Thursday, September 13, 2007

184. Bernheim Forest

When my brother and I were little, our dad would pick us up on Saturday or Sunday for his weekly visitation. On many occasions, our mother - his ex-wife - would join us, mostly to control me and my brother, but also because my father was still enamored with the idea that my mother was still enamored with him, which was not the case. We went a lot of places over the years, sometimes just for activities in local parks in Louisville. Among those were swimming at Wyandotte, playing in the spray pool at Triangle (now called Stansbury, after the late mayor), or roaming the hills and dales of Cherokee or Iroquois Park. Outside of Louisville, we visited lots of places associated with Abraham Lincoln, places I still visit today. Some of those are in Kentucky and others are in Indiana, over in the area of what was then called Santa Claus Village, another regular stop. Beech Bend Park in Bowling Green was the furthest south we'd go on a day visit, stopping by Guntown Mountain on the way back at Cave City. To the north, we might end up at Spring Mill Park or somewhere around Bloomington. Thinking about it, we didn't go much east or west. That has never really occurred to me before this moment.

But of all those places, the place we went to the most was Bernheim Forest, a 14,000 acre nature preserve south of Louisville in Bullitt County. Isaac Wolfe Bernheim, a wealthy whiskey distiller and merchant, bought the mostly ill-used hilly farmland mostly in southern Bullitt County, with a few acres in western Nelson County in 1928. And although the forest was first officially established a year later, it wasn't until 1950 that it was opened to the public. Between those years, the Olmsted Design folks, the ones we know so well in Louisville, created on paper the spaces to be built which would soon become familiar to so many visitors. So our visits in the 1960s and 1970s were done while Bernheim was still in its early usage stages.

I remember the old Kingfisher pond, the Nature Center with its boxes where you could reach in and feel the fur of some unknown creature, paths with all the trees and flowers marked, and the cool black shale which lined the bottom of several of the creeks we used to walk alongside and into during our visits. At the top of the hill was a Fire Tower of which one could climb to the top and see forever it seemed. The Fire Tower itself sits just over three miles from the entrance to the Forest on KY 245, just east of Interstate 65. KY 245 was the original Poor Farm Road in Bullitt County in the Leaches Precinct. The Bullitt County Fairgrounds still sits along the road, right at the I-65 intersection.

Bernheim has been on my mind this week in a melancholy sort of way. My father has not been well for a few weeks and so, for a restorative type visit, he and my mother - the ex-wife of 44 years, have made a visit to the Forest, mostly just to sit and relax and take it all in. (I should add here that in the ensuing years since the weekly visitations, they have become very good friends). Last Christmas, one of my presents to them was a membership in the Forest Association, allowing them to visit at will. At will finally arrived this week. Dad can't get around like he did when we used walked the edges of every creek and lake, and followed all the paths winding around the place, but the enjoyment of the place is still an easy task. Truthfully, I doubt that I could journey all those paths anymore myself.

1 comment:

Anonymous said...

Jeff,

Your musings have reminded me how much my family and I enjoy that special forest. I think we'll go this weekend!

Matt

The Archives at Milepost 606

Personal

Louisville, Kentucky, United States
Never married, liberal Democrat, born in 1960, opinionated but generally pleasant, member of the Episcopal Church. Graduate of Prestonia Elementary, Durrett High, and Spalding University; the first two now-closed Jefferson County Public Schools, the latter a very small liberal arts college in downtown Louisville affiliated with the Roman Catholic Sisters of Charity of Nazareth. My vocation and avocation is politics. My favorite pastime is driving the backroads of Kentucky and southern Indiana, visiting small towns, political hangouts, courthouses, churches, and cemeteries. You are welcome to ride with me sometime.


## EXERCISE INSTRUCTIONS
Exactly as written, transcribe the data that follows.

## INPUT FOR THIS TASK
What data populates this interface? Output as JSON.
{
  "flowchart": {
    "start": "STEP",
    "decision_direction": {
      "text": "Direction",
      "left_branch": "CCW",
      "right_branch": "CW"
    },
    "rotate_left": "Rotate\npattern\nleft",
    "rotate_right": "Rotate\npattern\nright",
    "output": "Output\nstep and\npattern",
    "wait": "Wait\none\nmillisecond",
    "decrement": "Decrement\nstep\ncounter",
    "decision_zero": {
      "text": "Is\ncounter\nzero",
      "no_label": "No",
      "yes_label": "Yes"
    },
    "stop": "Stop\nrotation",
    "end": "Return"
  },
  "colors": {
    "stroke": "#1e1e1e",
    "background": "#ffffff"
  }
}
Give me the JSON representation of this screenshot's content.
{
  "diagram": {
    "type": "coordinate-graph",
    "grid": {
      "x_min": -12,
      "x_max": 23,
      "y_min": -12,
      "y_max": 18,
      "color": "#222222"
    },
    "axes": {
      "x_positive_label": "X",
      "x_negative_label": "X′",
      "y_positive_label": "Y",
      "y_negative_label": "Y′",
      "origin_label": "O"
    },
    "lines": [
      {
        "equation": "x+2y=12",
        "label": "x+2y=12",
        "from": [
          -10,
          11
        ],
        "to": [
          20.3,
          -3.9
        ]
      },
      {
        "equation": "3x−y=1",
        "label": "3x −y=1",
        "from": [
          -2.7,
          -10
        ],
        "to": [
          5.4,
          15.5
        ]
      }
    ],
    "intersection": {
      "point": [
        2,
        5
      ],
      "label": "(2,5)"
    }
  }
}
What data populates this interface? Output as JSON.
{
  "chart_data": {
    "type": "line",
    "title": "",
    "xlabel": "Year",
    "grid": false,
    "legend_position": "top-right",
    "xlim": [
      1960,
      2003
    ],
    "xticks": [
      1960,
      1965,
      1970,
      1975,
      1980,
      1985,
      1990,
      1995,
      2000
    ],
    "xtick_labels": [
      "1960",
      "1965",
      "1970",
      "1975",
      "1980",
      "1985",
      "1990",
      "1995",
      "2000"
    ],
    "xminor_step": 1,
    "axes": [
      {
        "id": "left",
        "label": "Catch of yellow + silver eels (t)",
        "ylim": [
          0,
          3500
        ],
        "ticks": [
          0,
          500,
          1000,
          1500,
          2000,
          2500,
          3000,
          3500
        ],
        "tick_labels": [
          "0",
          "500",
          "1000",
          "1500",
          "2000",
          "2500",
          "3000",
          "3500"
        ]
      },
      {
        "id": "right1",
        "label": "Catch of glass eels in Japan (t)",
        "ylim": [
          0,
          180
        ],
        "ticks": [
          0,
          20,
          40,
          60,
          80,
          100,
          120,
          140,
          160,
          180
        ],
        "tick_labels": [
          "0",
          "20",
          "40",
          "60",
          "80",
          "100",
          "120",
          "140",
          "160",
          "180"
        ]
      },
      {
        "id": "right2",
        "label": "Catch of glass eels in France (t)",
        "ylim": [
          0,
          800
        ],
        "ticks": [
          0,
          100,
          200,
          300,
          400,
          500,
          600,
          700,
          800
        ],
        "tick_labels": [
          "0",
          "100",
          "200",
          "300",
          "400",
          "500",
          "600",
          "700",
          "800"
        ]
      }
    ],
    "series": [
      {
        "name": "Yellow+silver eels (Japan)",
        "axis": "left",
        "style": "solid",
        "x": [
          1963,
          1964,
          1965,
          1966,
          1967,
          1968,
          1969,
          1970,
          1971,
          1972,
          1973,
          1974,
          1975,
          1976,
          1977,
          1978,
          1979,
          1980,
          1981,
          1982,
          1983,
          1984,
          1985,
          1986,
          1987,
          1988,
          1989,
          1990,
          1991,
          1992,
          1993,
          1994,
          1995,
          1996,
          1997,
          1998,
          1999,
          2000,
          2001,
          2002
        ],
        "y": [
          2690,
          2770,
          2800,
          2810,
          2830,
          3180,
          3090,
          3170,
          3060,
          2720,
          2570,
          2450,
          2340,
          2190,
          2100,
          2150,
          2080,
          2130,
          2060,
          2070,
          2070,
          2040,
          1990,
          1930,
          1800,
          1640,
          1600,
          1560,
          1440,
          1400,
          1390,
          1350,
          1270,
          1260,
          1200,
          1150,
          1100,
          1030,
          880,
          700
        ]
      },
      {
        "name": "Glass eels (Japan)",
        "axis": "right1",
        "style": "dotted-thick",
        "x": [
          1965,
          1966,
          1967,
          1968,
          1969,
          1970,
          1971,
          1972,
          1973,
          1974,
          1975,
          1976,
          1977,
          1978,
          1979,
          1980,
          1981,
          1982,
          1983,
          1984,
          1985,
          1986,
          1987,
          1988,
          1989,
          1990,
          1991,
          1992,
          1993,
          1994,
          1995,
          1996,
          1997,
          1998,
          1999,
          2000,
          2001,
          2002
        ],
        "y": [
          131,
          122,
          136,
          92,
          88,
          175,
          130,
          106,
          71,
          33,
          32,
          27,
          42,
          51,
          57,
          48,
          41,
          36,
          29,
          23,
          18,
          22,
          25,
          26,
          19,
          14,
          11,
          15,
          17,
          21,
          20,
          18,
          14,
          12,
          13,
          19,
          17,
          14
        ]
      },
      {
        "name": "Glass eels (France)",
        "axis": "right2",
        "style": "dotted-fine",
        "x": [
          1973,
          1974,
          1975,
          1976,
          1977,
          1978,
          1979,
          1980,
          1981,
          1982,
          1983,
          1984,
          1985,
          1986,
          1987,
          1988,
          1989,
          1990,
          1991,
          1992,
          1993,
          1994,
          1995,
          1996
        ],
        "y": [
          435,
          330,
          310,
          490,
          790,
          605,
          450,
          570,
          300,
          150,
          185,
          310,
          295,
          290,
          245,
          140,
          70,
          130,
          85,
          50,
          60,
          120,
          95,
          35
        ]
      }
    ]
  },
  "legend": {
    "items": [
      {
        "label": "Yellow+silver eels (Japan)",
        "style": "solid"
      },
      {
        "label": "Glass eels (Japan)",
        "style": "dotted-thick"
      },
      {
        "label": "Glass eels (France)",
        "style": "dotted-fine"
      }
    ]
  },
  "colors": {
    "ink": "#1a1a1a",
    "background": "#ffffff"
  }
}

## RESPONSE BELOW
What data populates this interface? Output as JSON.
{
  "flowchart": {
    "start": "STEP",
    "decision_direction": {
      "text": "Direction",
      "left_branch": "CCW",
      "right_branch": "CW"
    },
    "rotate_left": "Rotate\npattern\nleft",
    "rotate_right": "Rotate\npattern\nright",
    "output": "Output\nstep and\npattern",
    "wait": "Wait\none\nmillisecond",
    "decrement": "Decrement\nstep\ncounter",
    "decision_zero": {
      "text": "Is\ncounter\nzero",
      "no_label": "No",
      "yes_label": "Yes"
    },
    "stop": "Stop\nrotation",
    "end": "Return"
  },
  "colors": {
    "stroke": "#1e1e1e",
    "background": "#ffffff"
  }
}
Give me the JSON representation of this screenshot's content.
{
  "diagram": {
    "type": "coordinate-graph",
    "grid": {
      "x_min": -12,
      "x_max": 23,
      "y_min": -12,
      "y_max": 18,
      "color": "#222222"
    },
    "axes": {
      "x_positive_label": "X",
      "x_negative_label": "X′",
      "y_positive_label": "Y",
      "y_negative_label": "Y′",
      "origin_label": "O"
    },
    "lines": [
      {
        "equation": "x+2y=12",
        "label": "x+2y=12",
        "from": [
          -10,
          11
        ],
        "to": [
          20.3,
          -3.9
        ]
      },
      {
        "equation": "3x−y=1",
        "label": "3x −y=1",
        "from": [
          -2.7,
          -10
        ],
        "to": [
          5.4,
          15.5
        ]
      }
    ],
    "intersection": {
      "point": [
        2,
        5
      ],
      "label": "(2,5)"
    }
  }
}
What data populates this interface? Output as JSON.
{
  "chart_data": {
    "type": "line",
    "title": "",
    "xlabel": "Year",
    "grid": false,
    "legend_position": "top-right",
    "xlim": [
      1960,
      2003
    ],
    "xticks": [
      1960,
      1965,
      1970,
      1975,
      1980,
      1985,
      1990,
      1995,
      2000
    ],
    "xtick_labels": [
      "1960",
      "1965",
      "1970",
      "1975",
      "1980",
      "1985",
      "1990",
      "1995",
      "2000"
    ],
    "xminor_step": 1,
    "axes": [
      {
        "id": "left",
        "label": "Catch of yellow + silver eels (t)",
        "ylim": [
          0,
          3500
        ],
        "ticks": [
          0,
          500,
          1000,
          1500,
          2000,
          2500,
          3000,
          3500
        ],
        "tick_labels": [
          "0",
          "500",
          "1000",
          "1500",
          "2000",
          "2500",
          "3000",
          "3500"
        ]
      },
      {
        "id": "right1",
        "label": "Catch of glass eels in Japan (t)",
        "ylim": [
          0,
          180
        ],
        "ticks": [
          0,
          20,
          40,
          60,
          80,
          100,
          120,
          140,
          160,
          180
        ],
        "tick_labels": [
          "0",
          "20",
          "40",
          "60",
          "80",
          "100",
          "120",
          "140",
          "160",
          "180"
        ]
      },
      {
        "id": "right2",
        "label": "Catch of glass eels in France (t)",
        "ylim": [
          0,
          800
        ],
        "ticks": [
          0,
          100,
          200,
          300,
          400,
          500,
          600,
          700,
          800
        ],
        "tick_labels": [
          "0",
          "100",
          "200",
          "300",
          "400",
          "500",
          "600",
          "700",
          "800"
        ]
      }
    ],
    "series": [
      {
        "name": "Yellow+silver eels (Japan)",
        "axis": "left",
        "style": "solid",
        "x": [
          1963,
          1964,
          1965,
          1966,
          1967,
          1968,
          1969,
          1970,
          1971,
          1972,
          1973,
          1974,
          1975,
          1976,
          1977,
          1978,
          1979,
          1980,
          1981,
          1982,
          1983,
          1984,
          1985,
          1986,
          1987,
          1988,
          1989,
          1990,
          1991,
          1992,
          1993,
          1994,
          1995,
          1996,
          1997,
          1998,
          1999,
          2000,
          2001,
          2002
        ],
        "y": [
          2690,
          2770,
          2800,
          2810,
          2830,
          3180,
          3090,
          3170,
          3060,
          2720,
          2570,
          2450,
          2340,
          2190,
          2100,
          2150,
          2080,
          2130,
          2060,
          2070,
          2070,
          2040,
          1990,
          1930,
          1800,
          1640,
          1600,
          1560,
          1440,
          1400,
          1390,
          1350,
          1270,
          1260,
          1200,
          1150,
          1100,
          1030,
          880,
          700
        ]
      },
      {
        "name": "Glass eels (Japan)",
        "axis": "right1",
        "style": "dotted-thick",
        "x": [
          1965,
          1966,
          1967,
          1968,
          1969,
          1970,
          1971,
          1972,
          1973,
          1974,
          1975,
          1976,
          1977,
          1978,
          1979,
          1980,
          1981,
          1982,
          1983,
          1984,
          1985,
          1986,
          1987,
          1988,
          1989,
          1990,
          1991,
          1992,
          1993,
          1994,
          1995,
          1996,
          1997,
          1998,
          1999,
          2000,
          2001,
          2002
        ],
        "y": [
          131,
          122,
          136,
          92,
          88,
          175,
          130,
          106,
          71,
          33,
          32,
          27,
          42,
          51,
          57,
          48,
          41,
          36,
          29,
          23,
          18,
          22,
          25,
          26,
          19,
          14,
          11,
          15,
          17,
          21,
          20,
          18,
          14,
          12,
          13,
          19,
          17,
          14
        ]
      },
      {
        "name": "Glass eels (France)",
        "axis": "right2",
        "style": "dotted-fine",
        "x": [
          1973,
          1974,
          1975,
          1976,
          1977,
          1978,
          1979,
          1980,
          1981,
          1982,
          1983,
          1984,
          1985,
          1986,
          1987,
          1988,
          1989,
          1990,
          1991,
          1992,
          1993,
          1994,
          1995,
          1996
        ],
        "y": [
          435,
          330,
          310,
          490,
          790,
          605,
          450,
          570,
          300,
          150,
          185,
          310,
          295,
          290,
          245,
          140,
          70,
          130,
          85,
          50,
          60,
          120,
          95,
          35
        ]
      }
    ]
  },
  "legend": {
    "items": [
      {
        "label": "Yellow+silver eels (Japan)",
        "style": "solid"
      },
      {
        "label": "Glass eels (Japan)",
        "style": "dotted-thick"
      },
      {
        "label": "Glass eels (France)",
        "style": "dotted-fine"
      }
    ]
  },
  "colors": {
    "ink": "#1a1a1a",
    "background": "#ffffff"
  }
}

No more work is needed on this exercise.